Old stars may produce elements with more than 260 protons
- December 23, 2023
- 0
The first stars of the universe were monstrous creatures. These particles, composed solely of hydrogen and helium, can have masses up to 300 times greater than the Sun.
The first stars of the universe were monstrous creatures. These particles, composed solely of hydrogen and helium, can have masses up to 300 times greater than the Sun.
The first stars of the universe were monstrous creatures. These particles, composed solely of hydrogen and helium, can have masses up to 300 times greater than the Sun. The first heavy elements were formed in them and were thrown into space at the end of their short lives. They were the seeds of all the stars and planets we see today. A new study has been published ScienceThis suggests that ancient ancestors created more than just natural elements.
Except for a few traces of hydrogen, helium, and other light elements, all the atoms we see around us were created by astrophysical processes such as supernovae, neutron star collisions, and high-energy particle collisions. Together, they created heavier elements, up to uranium-238, the heaviest naturally occurring element. Uranium is formed by the collisions of supernovae and neutron stars through the so-called r-process, in which neutrons are rapidly captured by atomic nuclei and become a heavier element. The R-process is complex, and we still don’t quite understand how it forms or what its upper mass limit might be. But this new study suggests that the r-process in the oldest stars may have created much heavier elements with atomic masses greater than 260.
The team looked at 42 stars in the Milky Way whose elemental compositions were well studied. Instead of just looking for the presence of heavier elements, they looked at the relative abundance of the elements in all stars. They found that the abundances of some elements, such as silver and rhodium, were inconsistent with abundances predicted from the known process of r-nucleosynthesis. Evidence suggests that these elements are remnants of the decay of much heavier nuclei with more than 260 atomic mass units.
In addition to the r-process of fast neutron capture, there are two other ways to form heavy atomic nuclei: the p-process, in which neutron-rich nuclei capture protons, and the s-process, in which an embryonic nucleus can capture a neutron. . However, none of these can provide the rapid mass accumulation required for elements other than uranium. And only in hypermassive stars of the first generation, r-process nucleosynthesis was able to create such elements.
Therefore, the study suggests that the r-process may have created elements far beyond uranium, and possibly in the universe’s first stars as well. If there wasn’t an island of stability for some of these superheavy elements, they would have long ago decayed into the natural elements we see today. But the fact that they once existed will help scientists better understand the r-process and its limits.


Will you transcribe all the entries word for word, skipping the pictures they hold?

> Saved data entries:
-- Opening Marker --

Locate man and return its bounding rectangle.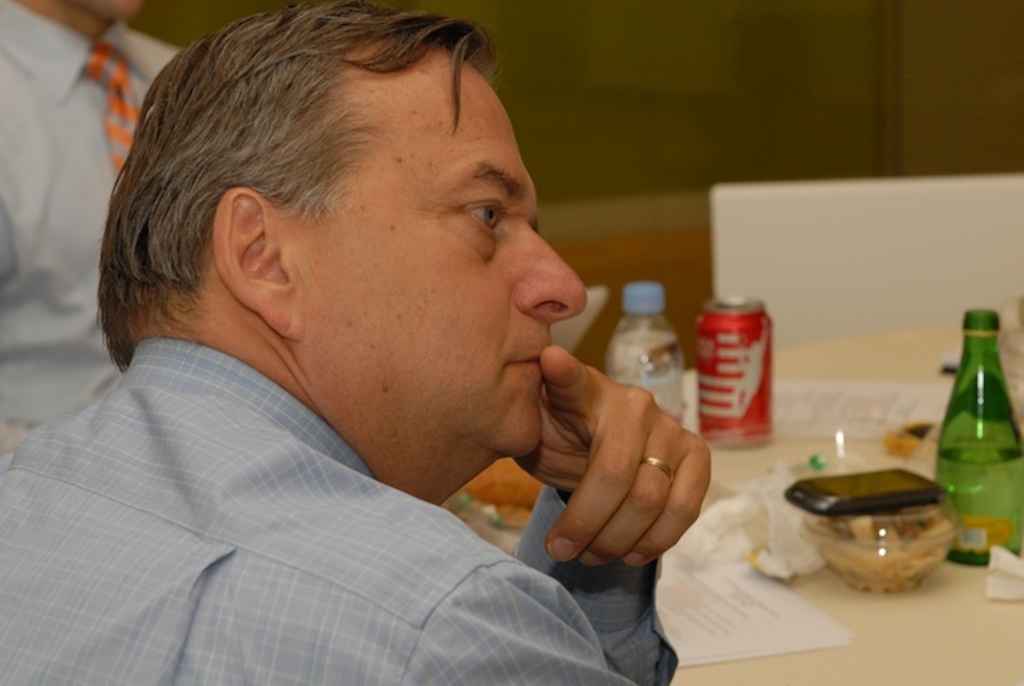
[left=0, top=0, right=185, bottom=451].
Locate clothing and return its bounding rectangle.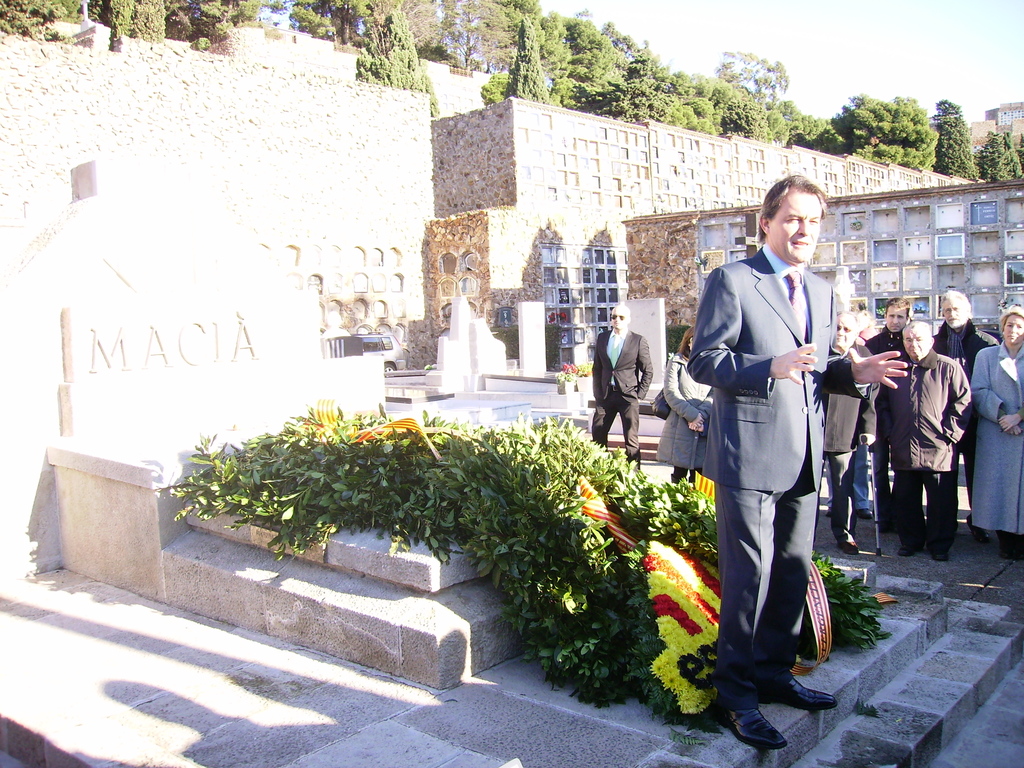
[x1=815, y1=356, x2=867, y2=552].
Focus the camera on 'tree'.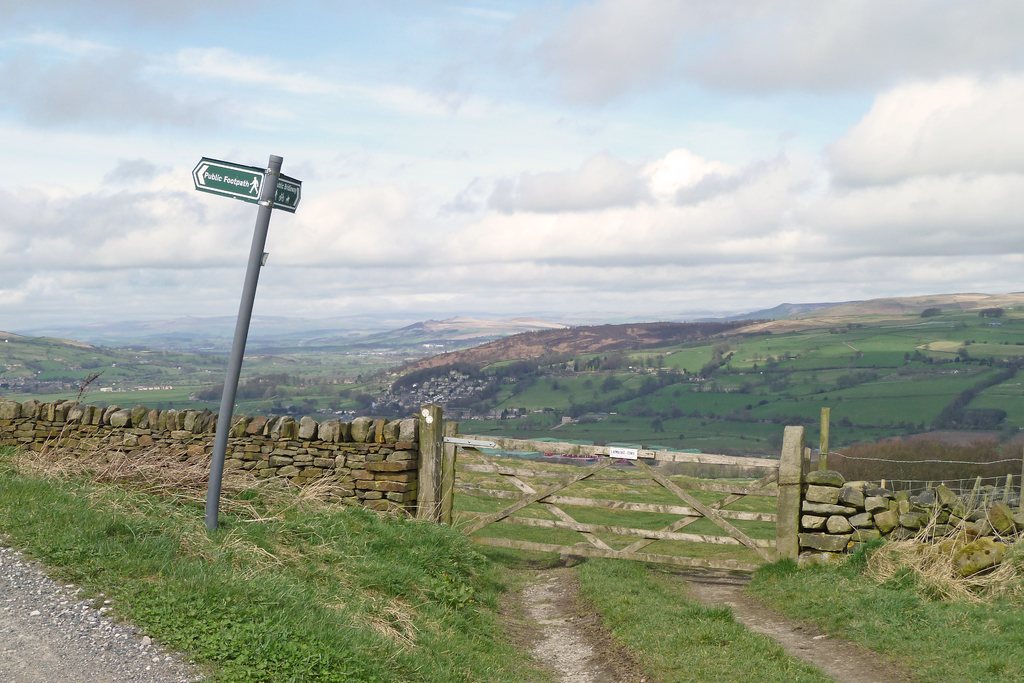
Focus region: 813:436:1023:491.
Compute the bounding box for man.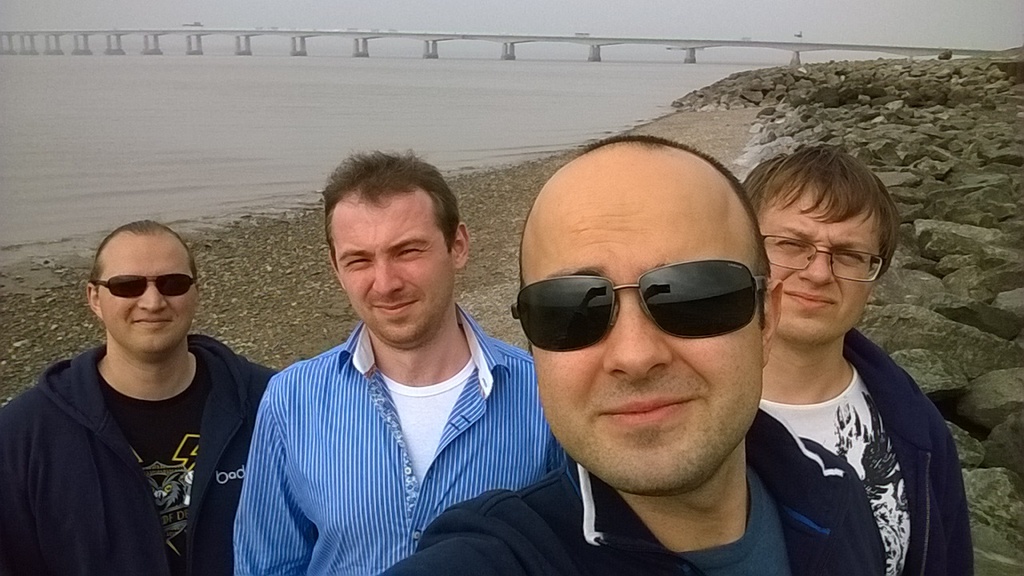
detection(739, 144, 973, 575).
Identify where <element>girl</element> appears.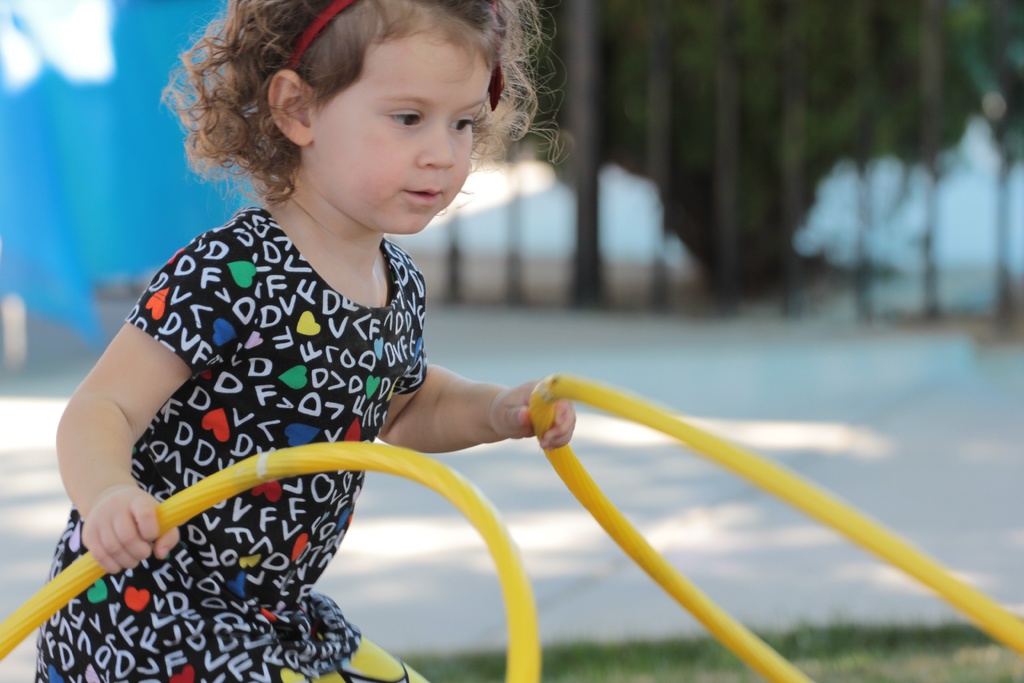
Appears at box(38, 0, 572, 682).
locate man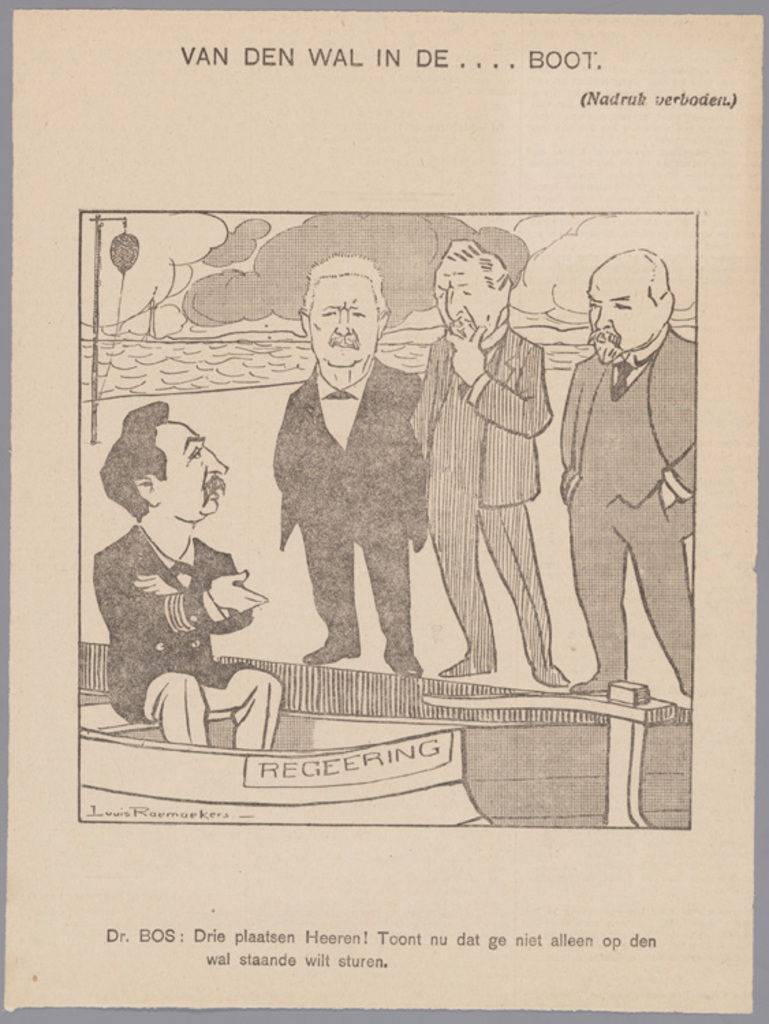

-- Closing Marker --

> TASK OUTPUT:
Locate man and return its bounding rectangle.
[left=0, top=0, right=185, bottom=451].
Locate clothing and return its bounding rectangle.
[x1=815, y1=356, x2=867, y2=552].
Focus the camera on 'tree'.
Focus region: 813:436:1023:491.
Compute the bounding box for man.
detection(739, 144, 973, 575).
Identify where <element>girl</element> appears.
Appears at box(38, 0, 572, 682).
locate man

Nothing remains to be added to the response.